Health-care divide doesn’t simplify Senate race for all Va. voters

RICHMOND — George Allen wants to get rid of “Obamacare.” Timothy M. Kaine wants to save it. That will make choosing between two former Virginia governors running for U.S. Senate easy for some voters.

John M. O’Bannon, a neurologist and state delegate from Henrico County, opposes the federal health-care overhaul. He’s voting for Allen, a fellow Republican.

“The law Tim has embraced is fatally flawed and goes way in the direction of government regulation and taxes,” O’Bannon said.

Wendy Klein, an internist and retired Virginia Commonwealth University medical professor, likes the law. So she’s for Kaine, a Democrat.

“Governor Allen would dismantle the Affordable Care Act, and I believe that governor Kaine would try to support it,” she said. “And I support him. It’s that simple.”

But the choice is not a simple one for every Virginian — nor for the candidates themselves, who have some nuance to their positions. Allen wants to help repeal the law while preserving a couple of its most popular provisions; Kaine wants to hang on to the heart of the legislation but fix certain aspects of it. Because the health-care law is so complex, and because it has not been fully implemented, some voters aren’t sure whether they want it to stay or go. That’s true even for those who are immersed in health-care policy in their professional lives.

“I’ve been doing this job for 30 years; I have never had a time in my life when I’ve been less clear about what we should do,” said Katharine Webb, senior vice president for the Virginia Hospital and Healthcare Association.

The Affordable Care Act has been a highly polarizing law, one that conservatives see as outrageous government overreach and liberals consider long-overdue reform. But the tiny slice of the electorate still up for grabs in this deadlocked Senate race may have a more muddled take on the law — most of which won’t roll out until January 2014.

“We’re in this in-between world where neither the full cost of the burdens nor the potential benefits from expanded coverage — neither of those has arrived in full strength,” said Tom Miller, a health-policy expert at the American Enterprise Institute who lives in Northern Virginia. “Everybody gets to impart their worst fears or their best dreams.”

Jennifer Duffy puts herself in the muddled middle, even though she follows the law closely as an analyst for the nonpartisan Cook Political Report and also happens to oversee health benefits at her tiny firm. In that second role, she has been constantly surprised as various provisions of the law have kicked in. Such as when she discovered her company does not qualify for a small-business tax credit because its payroll is too large.

“We’re a company of five people,” she said. “When I told [editor and publisher] Charlie [Cook] that, he was floored. . . . I think that there are a decent number of voters who are still very skeptical of this, and don’t fully understand it, and know that there’s sort of more to come, and they’re not sure what to expect.”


Copy every line from the one that holds "Outline *man*." to the end of the records below, exactly and with nothing else, but without any pictures.

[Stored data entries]
====
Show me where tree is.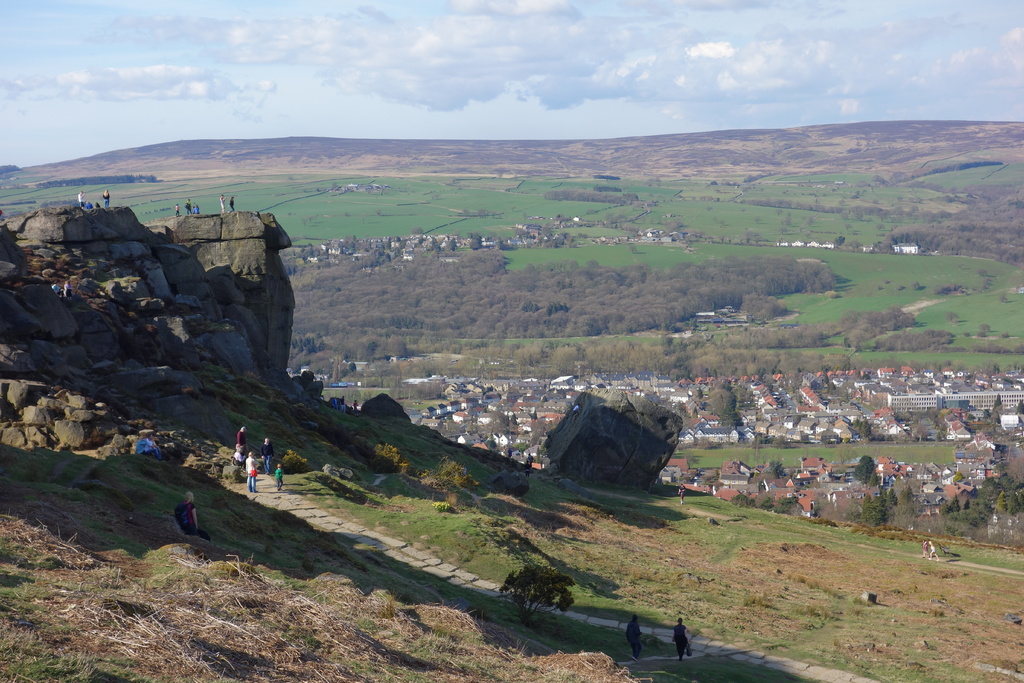
tree is at region(1017, 341, 1023, 352).
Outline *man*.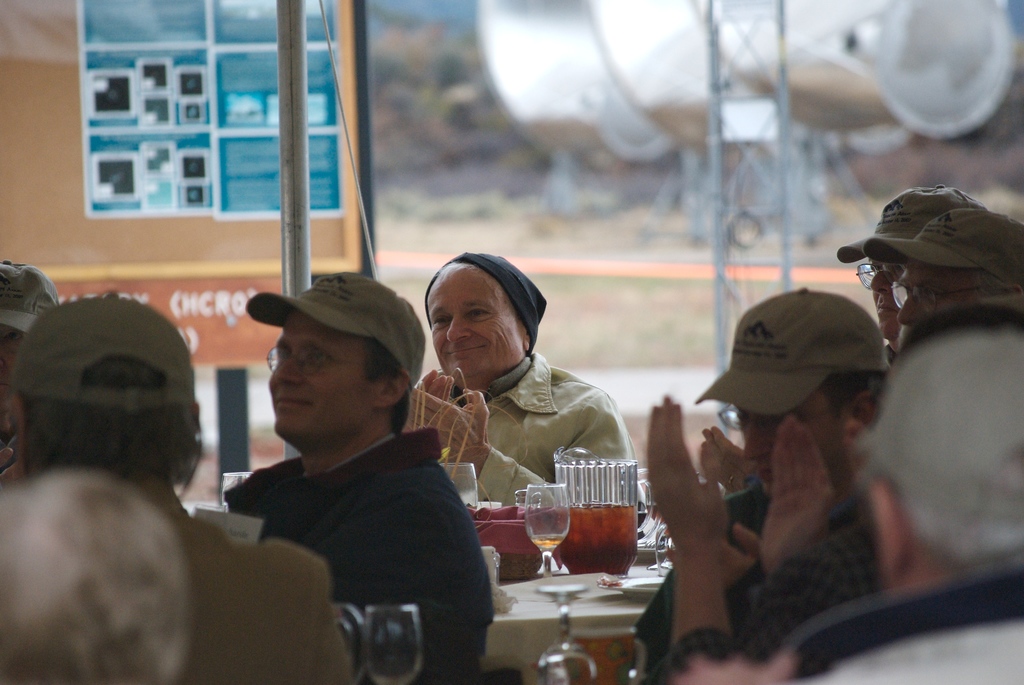
Outline: bbox=[844, 322, 1014, 684].
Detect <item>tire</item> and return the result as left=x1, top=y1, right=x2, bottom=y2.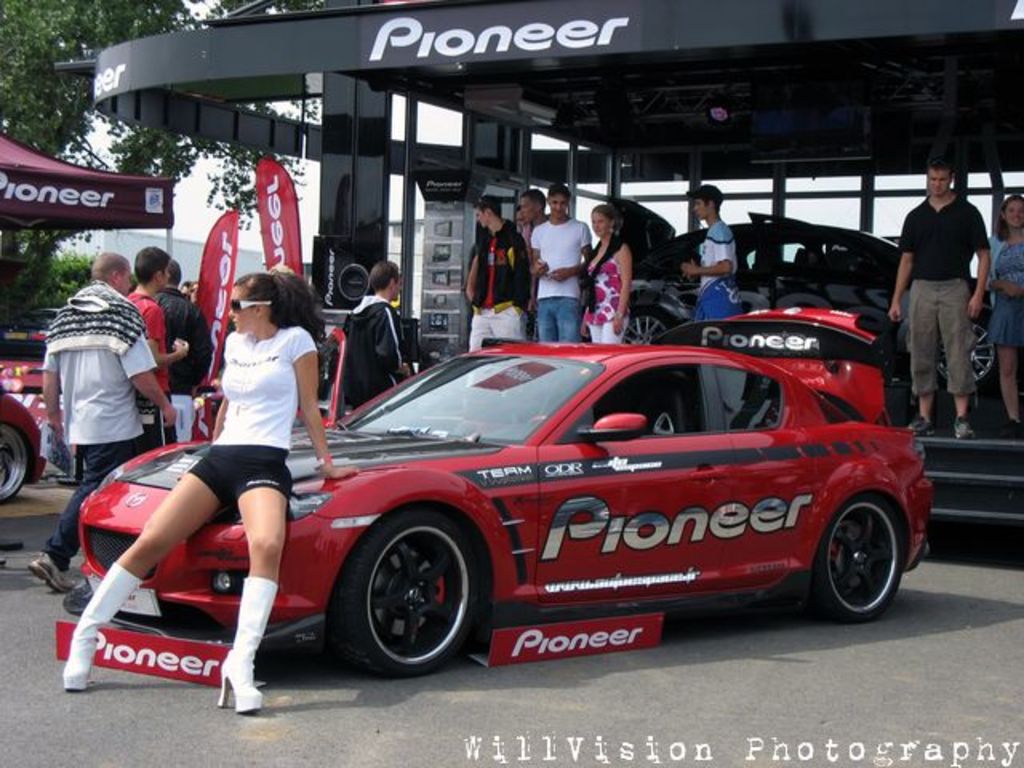
left=622, top=307, right=670, bottom=346.
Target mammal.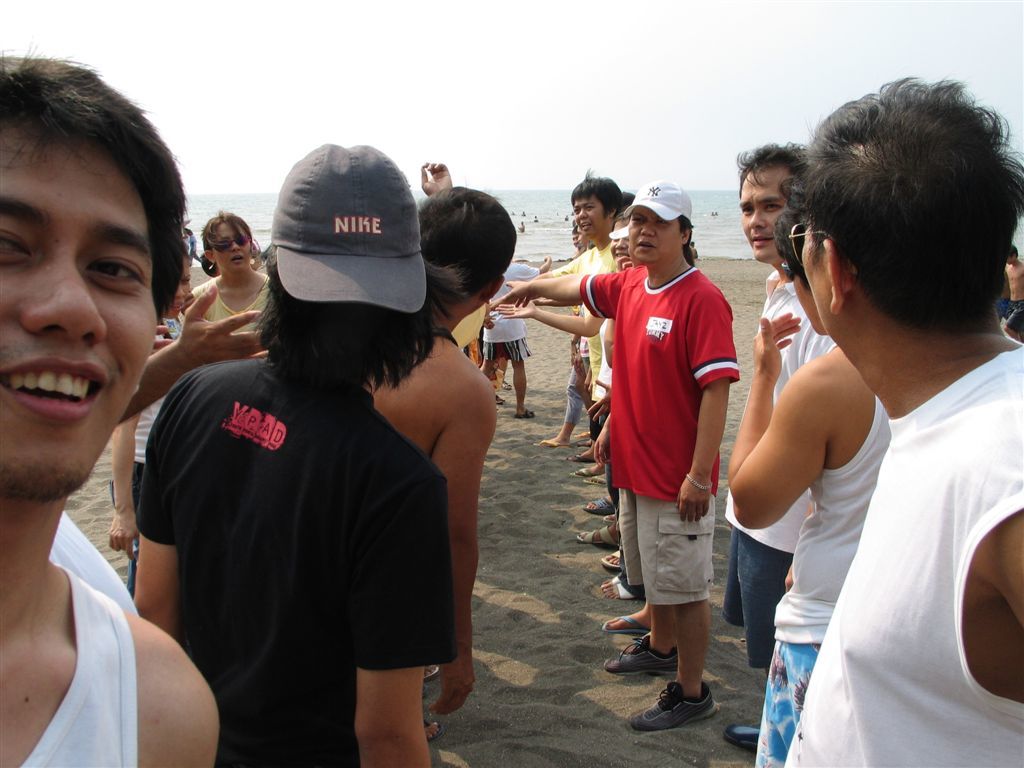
====
» **Solution**
Outline *man*.
Outline: bbox=[844, 322, 1014, 684].
Detect <item>tire</item> and return the result as left=x1, top=y1, right=x2, bottom=y2.
left=622, top=307, right=670, bottom=346.
Target mammal.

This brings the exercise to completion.